Hotels for sale?
Melia Braco, a 232-room hotel in Trelawny owned by the National Insurance Fund (NIF) and which used to be its primary income earner, has not reopened since the lockdown due to the novel coronavirus pandemic. Neither has the other remaining property owned by the fund, El Greco Resort in Montego Bay. Sources indicate that both properties might soon come on the market for sale.
Melia Braco resort was upgraded at a cost of $2.5 billion two years ago, but after it was given to the Spanish management chain Melia to manage, it began underperforming expected targets.
The property was last valued as the NIF’s most valuable property in a real estate portfolio valued at around $12 billion in 2017.

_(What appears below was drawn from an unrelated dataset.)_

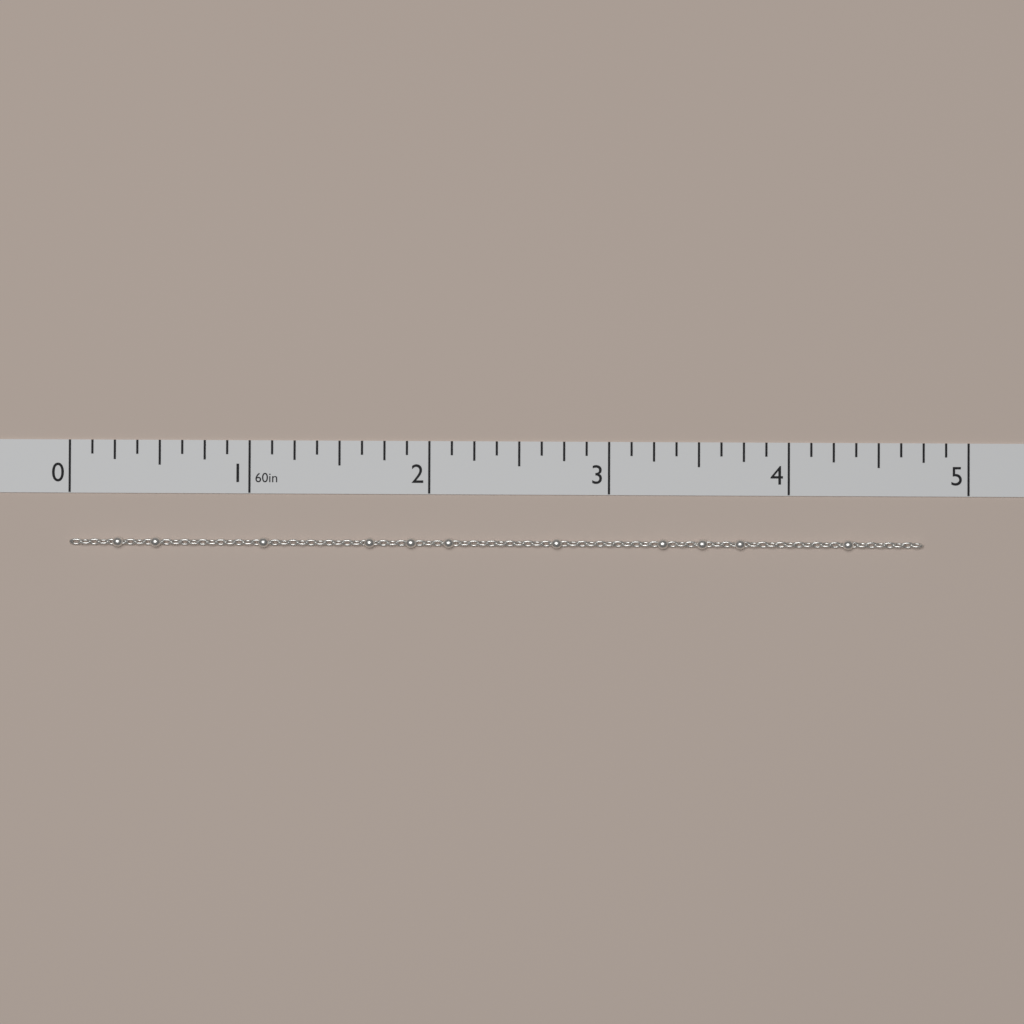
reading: 4.750 in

The NIF, funded by national insurance contributions and is the source from which pensions and other benefits under the National Insurance Scheme (NIS) are paid, was last reported as seeing mixed results from pandemic conditions. Investment was down in May 2020, but revenue was up, partially due to increased contribution levels and inflows from rentals and dividends.

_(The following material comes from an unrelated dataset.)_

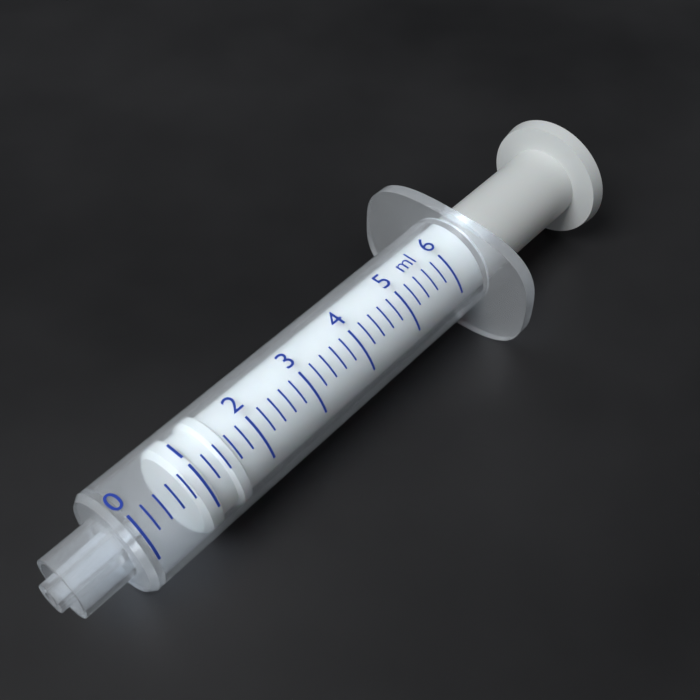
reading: 0.8 ml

Colette Roberts Risden, permanent secretary in the Ministry of Labour and the Social Security (MLSS), said in May 2020 that from audited financials for March 2020, investment income had declined year over year. This was primarily due to the fall in the prices of equities and global bonds,brought about by the pandemic.

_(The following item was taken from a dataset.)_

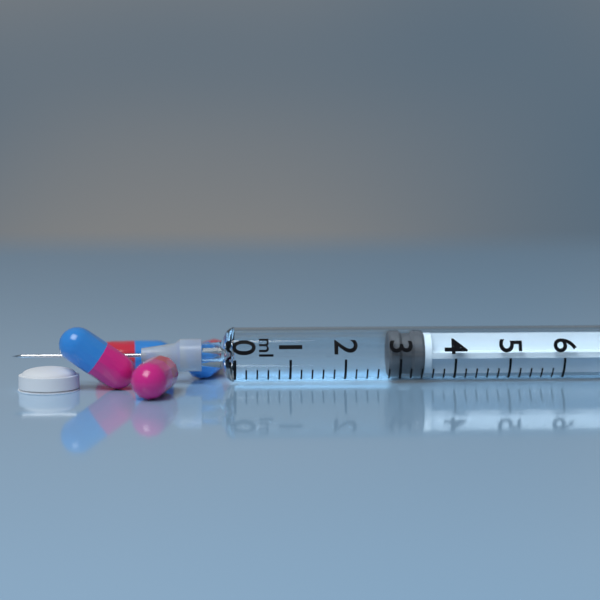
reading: 2.8 ml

The resort sector was shuttered under like every hotel last year, and while several across the island have resumed operations, the two NIF properties remain closed. El Greco Resort, owned by the NIF, is the only all suites resort located in Montego Bay, St James, five minutes away from the Sangster International Airport.
All suites come with air-conditioned bedroom/s, living areas, kitchen/kitchenette (with refrigerator) and private balcony.
The Business Observer reached out to the Ministry of Labour and Social Security for information on the properties and also reached out to Ludlow Bowie, director, real estate/property management at the NIF. However, Bowie’s phone rang without an answer, while the MLSS has not responded to e-mails.
Braco made pre-tax losses of US$5.05 million at last report in 2016, which was said to be the first full year of operation under management company Melia Hotels International. The Spanish chain was contracted by State pension fund NIF, through the NIF Resort Management Company Limited, to market and manage the hotel.
Projections for the first five years of operation from 2016 to 2020 were for the hotel to deliver gross operating profit every year ranging from US$4.87 million in year one to US$$7.3 million in year five. The level of return was based on average occupancy rates of 63-67 per cent over the period.
In January 2021, Auditor General Pamela Monroe Ellis highlighted what she described as weaknesses in the management and execution of the renovation, refurbishing and subsequent operations of the Melia Braco Village Resort.
The MLSS has oversight of the fund which pays pensioners. At last report, more than 74 per cent of the State pension fund’s portfolio was in government securities, and another 15 per cent was in real estate, inclusive of hotel properties. At March 31, 2020 the fund’s total assets were valued at approximately $112.22 billion (unaudited), an increase of 4.41 per cent over March 2019.